I now know I am not rubbish.
I HAVE VALUE
IN HAGAR’S CAMBODIA NETWORK
IN MODERN SLAVERY WORLDWIDE
ALONGSIDE SURVIVORS
Hagar kept showing up anyway.
Aly was abandoned at birth in a rubbish bin in Cambodia. She grew up in an overcrowded shelter where she was malnourished, denied schooling, and exploited throughout childhood. At fourteen she was violated, expelled while pregnant, and left entirely alone. She survived on the streets until she found her way to Hagar.

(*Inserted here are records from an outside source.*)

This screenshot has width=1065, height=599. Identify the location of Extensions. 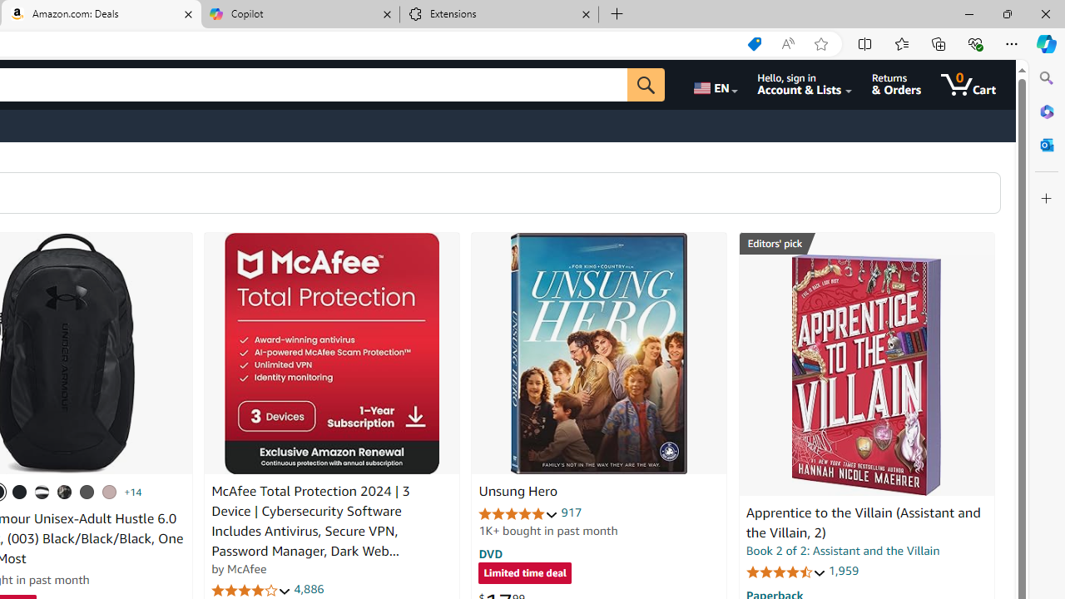
(499, 15).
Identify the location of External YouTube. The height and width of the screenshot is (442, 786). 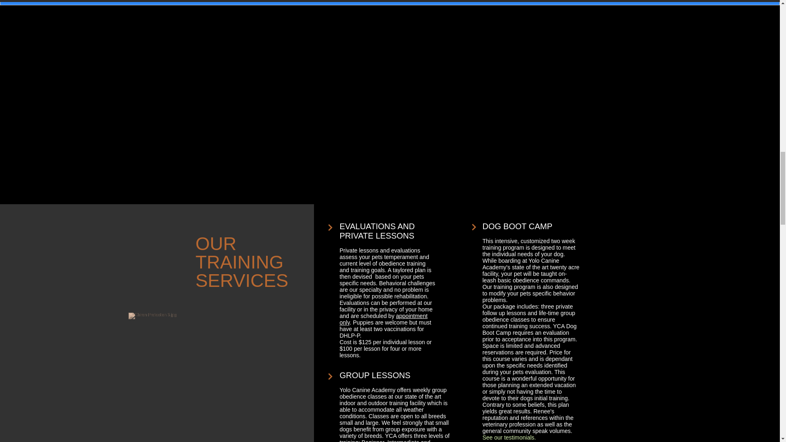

She did not trust anyone. For two months she hid in her room and cried. Hagar’s team kept showing up. Not with quick fixes. Not with a short-term program. But with something far more powerful: a long, patient, dignified presence.
Hagar walked with Aly through her pregnancy. Helped her become a mother. Helped her build skills and find work. Helped her rebuild trust in others and in herself. When life became hard again, as it does, Hagar was still there.
And then something remarkable happened. Aly stepped forward.
50 million people are living in modern slavery worldwide. 29 million of them are in the Asia-Pacific. Hagar has learned something in over thirty years of this work: the most powerful force against exploitation does not come from the outside. It comes from within the communities where trafficking takes hold, carried by people who know the cost of it firsthand.
A healed survivor is the beginning of the end of human trafficking.